While the proponents of the ODE argue it is needed to preserve innovation for rare disease treatments, the reality is that the United States already provides robust support for research and development of treatments for rare diseases, and this loophole is shielding from negotiations expensive drugs on which Medicare spends billions of dollars annually.
To support and provide incentive for rare disease treatments, currently the FDA grants prescription drug companies developing products to prevent, diagnose or treat a rare disease or condition with orphan drug designation, which qualifies the sponsors of such products with tax credits covering up to 25% of eligible clinical trial expenses, an exemption from user fees, and the potential to receive seven years of marketing exclusivity for orphan indications after approval.

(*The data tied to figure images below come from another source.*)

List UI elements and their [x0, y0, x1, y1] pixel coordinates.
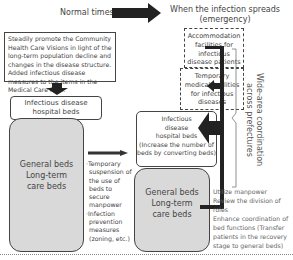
- emergency-label: When the infection spreads (emergency): [160, 5, 290, 25]
- dotted-divider: [0, 254, 293, 255]
- bottom-notes: Utilize manpower Review the division of …: [213, 187, 293, 250]
- down-arrow-icon: [46, 83, 68, 95]
- small-right-arrow-icon: [88, 150, 128, 156]
- wide-area-coordination-label: Wide-area coordination across prefecture…: [244, 50, 264, 190]
- brace-icon: [230, 48, 242, 188]
- middle-notes: ·Temporary suspension of the use of beds…: [86, 160, 134, 243]
- general-beds-normal: General beds Long-term care beds: [9, 118, 84, 252]
- connector-top: [205, 46, 224, 49]
- infectious-beds-normal: Infectious disease hospital beds: [10, 96, 102, 120]
- big-left-arrow-icon: [198, 112, 222, 144]
- left-arrow-icon: [207, 80, 223, 92]
- normal-times-label: Normal times: [60, 8, 114, 17]
- policy-box: Steadily promote the Community Health Ca…: [4, 32, 116, 82]
- general-beds-emergency: General beds Long-term care beds: [134, 168, 210, 252]
- right-arrow-icon: [112, 3, 162, 23]
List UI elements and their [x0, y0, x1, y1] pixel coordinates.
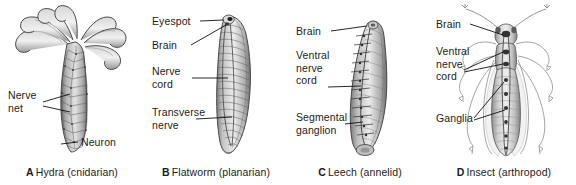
caption-text: Insect (arthropod)	[467, 166, 552, 178]
caption-letter: B	[162, 166, 170, 178]
insect-labels: Brain Ventral nerve cord Ganglia	[432, 0, 576, 165]
label-brain: Brain	[152, 39, 177, 52]
panel-leech: Brain Ventral nerve cord Segmental gangl…	[288, 0, 432, 185]
panel-flatworm: Eyespot Brain Nerve cord Transverse nerv…	[144, 0, 288, 185]
label-nerve-net: Nerve net	[8, 89, 37, 114]
leech-labels: Brain Ventral nerve cord Segmental gangl…	[288, 0, 432, 165]
label-segmental-ganglion: Segmental ganglion	[296, 111, 347, 136]
label-eyespot: Eyespot	[152, 15, 191, 28]
label-ventral-nerve-cord: Ventral nerve cord	[296, 49, 329, 87]
caption-letter: A	[26, 166, 34, 178]
label-brain: Brain	[296, 25, 321, 38]
caption-insect: DInsect (arthropod)	[432, 166, 576, 178]
panel-insect: Brain Ventral nerve cord Ganglia DInsect…	[432, 0, 576, 185]
label-transverse-nerve: Transverse nerve	[152, 106, 205, 131]
label-neuron: Neuron	[81, 136, 116, 149]
caption-text: Leech (annelid)	[328, 166, 402, 178]
label-nerve-cord: Nerve cord	[152, 65, 181, 90]
label-ventral-nerve-cord: Ventral nerve cord	[436, 45, 469, 83]
label-ganglia: Ganglia	[436, 112, 473, 125]
caption-letter: D	[457, 166, 465, 178]
caption-text: Flatworm (planarian)	[172, 166, 270, 178]
label-brain: Brain	[436, 18, 461, 31]
caption-flatworm: BFlatworm (planarian)	[144, 166, 288, 178]
hydra-labels: Nerve net Neuron	[0, 0, 144, 165]
flatworm-labels: Eyespot Brain Nerve cord Transverse nerv…	[144, 0, 288, 165]
caption-letter: C	[318, 166, 326, 178]
panel-hydra: Nerve net Neuron AHydra (cnidarian)	[0, 0, 144, 185]
caption-leech: CLeech (annelid)	[288, 166, 432, 178]
caption-text: Hydra (cnidarian)	[36, 166, 118, 178]
invertebrate-nervous-system-figure: Nerve net Neuron AHydra (cnidarian)	[0, 0, 576, 185]
caption-hydra: AHydra (cnidarian)	[0, 166, 144, 178]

Additionally, the IRA includes a series of measures to restrict and prioritize negotiations of only the costliest medicines for Medicare. The IRA limits Medicare drug price negotiation eligibility exclusively to prescription drugs on which Medicare spends more than $200 million annually and CMS is required by statute to select for negotiations the eligible drugs on which Medicare spends the most.
Even before being radically expanded, the current ODE loophole is exempting drugs representing billions of dollars in annual Medicare drug spending from negotiations. In 2021, Medicare spent $10 billion on drugs with a single orphan indication, which are exempted under current law. Drugs with a single orphan indication that would have otherwise been eligible for negotiation were it not for the ODE had the law been effect from 2012-2021 accrued a median of $11 billion in cumulative global revenues. The authors of the orphan drug Medicare spending study noted:
By virtue of the $200 million per year in Medicare spending requirement, it is likely that any drug eligible for the sole orphan exemption is among the most financially successful of all drugs treating a single rare disease. These results suggest that exempting sole orphan drugs from Medicare negotiation will offer generous benefits for a small handful of products that have already achieved meaningful financial success.

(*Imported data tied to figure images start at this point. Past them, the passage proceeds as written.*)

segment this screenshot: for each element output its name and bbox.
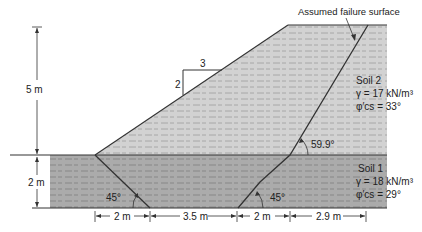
- slope-diagram: 3 2 5 m 2 m Assumed failure surface 59.9…: [0, 0, 422, 232]
- soil1-gamma: γ = 18 kN/m³: [356, 176, 414, 187]
- soil1-phi: φ′cs = 29°: [356, 189, 401, 200]
- soil1-region: [50, 155, 387, 208]
- arrow-up-icon: [35, 28, 39, 33]
- angle-right-label: 45°: [270, 192, 285, 203]
- soil2-name: Soil 2: [356, 75, 381, 86]
- soil2-gamma: γ = 17 kN/m³: [356, 88, 414, 99]
- soil1-name: Soil 1: [358, 163, 383, 174]
- slope-ratio-vertical: 2: [175, 79, 181, 90]
- angle-left-label: 45°: [106, 192, 121, 203]
- failure-surface-annotation: Assumed failure surface: [298, 6, 400, 17]
- bottom-dim-1: 2 m: [114, 211, 131, 222]
- arrow-up-icon: [35, 157, 39, 162]
- height-upper-label: 5 m: [26, 84, 43, 95]
- bottom-dim-4: 2.9 m: [316, 211, 341, 222]
- height-lower-label: 2 m: [28, 177, 45, 188]
- arrow-down-icon: [35, 202, 39, 207]
- bottom-dim-2: 3.5 m: [183, 211, 208, 222]
- bottom-dim-3: 2 m: [254, 211, 271, 222]
- arrow-down-icon: [35, 149, 39, 154]
- soil2-phi: φ′cs = 33°: [356, 101, 401, 112]
- slope-ratio-horizontal: 3: [200, 58, 206, 69]
- soil2-region: [95, 25, 387, 155]
- angle-upper-label: 59.9°: [311, 139, 334, 150]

Expanding the loophole would exempt drugs which accrue tens of billions of dollars from Medicare negotiation, and further delay negotiations for drugs representing tens of billions more. Analysts found that of the $2.1 trillion Medicare Part B and D spent on drugs from 2012 through 2021, $77 billion was spent on sole orphan drugs, $108 billion on drugs with multiple orphan indications, and $75 billion on drugs first approved with an orphan indication and subsequently approved for a non-orphan indication.
Conclusion
Medicare drug price negotiation represents an important step forward in regulating drug prices in the United States, but loopholes and restrictions included in the law already impose limits on savings for patients and taxpayers.
Instead of building more roadblocks to Medicare and patients receiving fair prescription drug prices, members of Congress should eliminate the orphan drug exemption and negotiation delay periods entirely, allow price negotiations on all costly medicines, and expand access to negotiated prices beyond Medicare.
Please feel free to reach out to Public Citizen Access to Medicines Advocate, Steven Knievel (sknievel@citizen.org), with any questions or to discuss Medicare drug price negotiation further.
[1] The EPIC Act (H.R. 1492 / S. 832) would lengthen the negotiation delay period for small molecule drugs by four years. The MINI Act (H.R. 1672) would lengthen the negotiation delay period for a subset of small molecule drugs. The ORPHAN Cures Act (H.R. 946) would exempt prescription drugs with multiple orphan indications from negotiation and delay negotiations for drugs first approved for non-orphan indications.
[2] The SMART Prices Act (S. 1264, 118th Congress), sponsored by Sen. Klobuchar and cosponsored by 29 senators, proposed to reduce both small molecule and biologic exclusivity periods to three years, making negotiated prices available five years after a product enters the market, consistent with a Biden Administration budget proposal.